Antibodies may precede vaccines in fighting Covid-19. Antibody treatments involve producing antibodies against a disease, either by harvesting them from previously infected individuals or, better, making them using some sort of scientific magic (aka technology that is hard to explain). An antibody treatment can fight an existing virus, and avoid infection short term. Eventually the antibodies go away, so this does not confer immediate immunity.

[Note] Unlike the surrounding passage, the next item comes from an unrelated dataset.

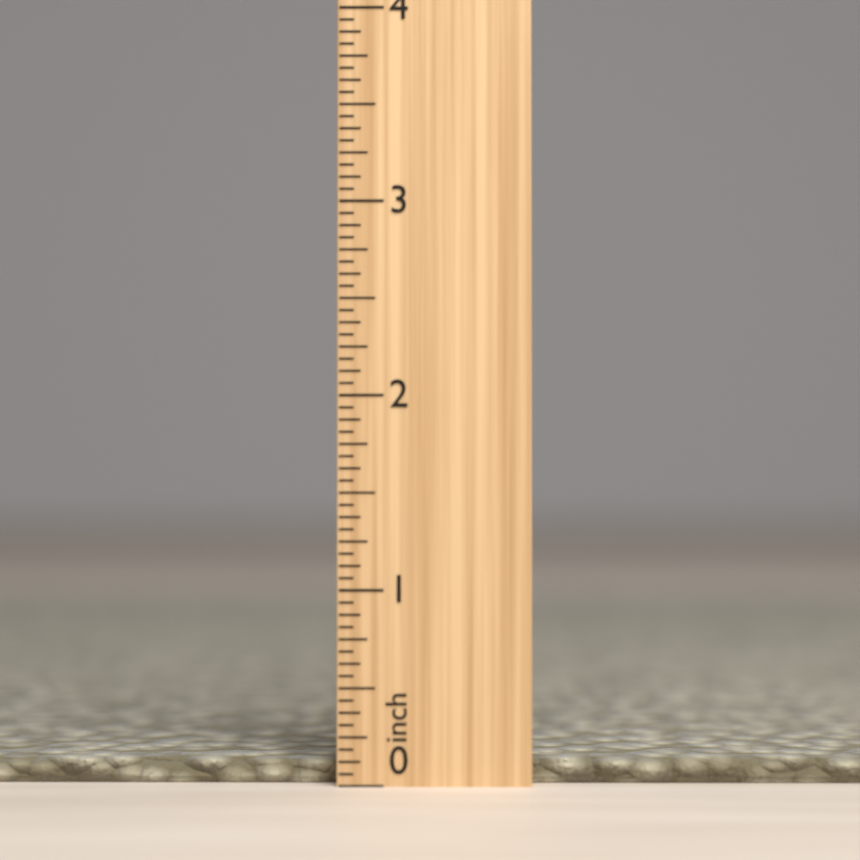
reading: 0.1250 inch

This is not an uncommon situations. Lots of diseases appeared out of nowhere, and were initially treated this way until other longer term solutions could be developed. But many of those diseases were rare to begin with and remained rare, so the antibody treatment was not scaled up. Just read all those books and stories about “emerging diseases” from back in the “Hot Zone” literature days and you’ll see these stories played out.

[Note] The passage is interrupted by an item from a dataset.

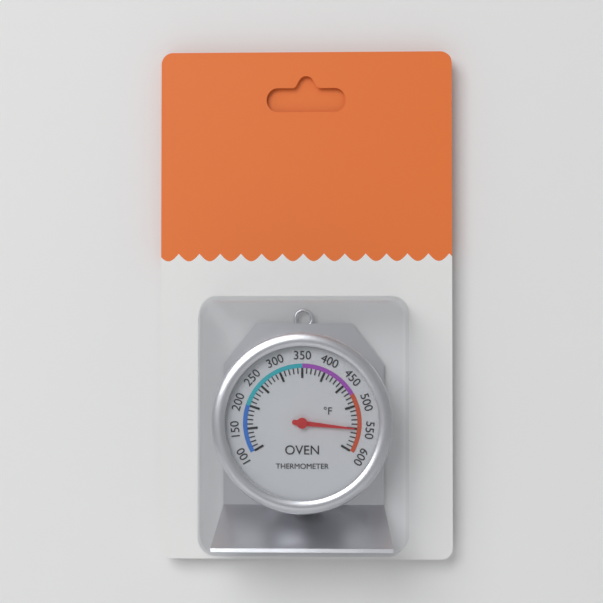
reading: 550 °F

Anyway, here is what some experts say quoted in a recent Science coverage by Jon Cohen:
“If you were going to put your money down, you would bet that you get the answer with the monoclonal before you get the answer with a vaccine,” says Anthony Fauci, head of the National Institute of Allergy and Infectious Diseases (NIAID).
and
“Antibodies have the potential to be an important bridge until the vaccine is available,” says Ajay Nirula, a vice president at Eli Lilly, one of several large companies investing in them. Likely to be more effective than remdesivir and dexamethasone, the repurposed drugs shown to help against COVID-19, antibodies could protect the highest risk health care workers from becoming infected while also lessening the severity of the disease in hospitalized patients. But producing monoclonals involves using bioreactors to grow lines of B cells that make the proteins, raising concerns they could be scarce and expensive. On 15 July, Lilly, AbCellera, AstraZeneca, GlaxoSmithKline, Genentech, and Amgen jointly asked the U.S. Department of Justice (DOJ) whether they could share information about manufacturing their monoclonals without violating antitrust laws “to expand and expedite production.”
Antibody expert Amy Jenkins (Pandemic Prevention Platform (P3) program at the Defense Advanced Research Projects Agency) suggests a N ovember-December time line for seeing this technology in the field is not unrealistic.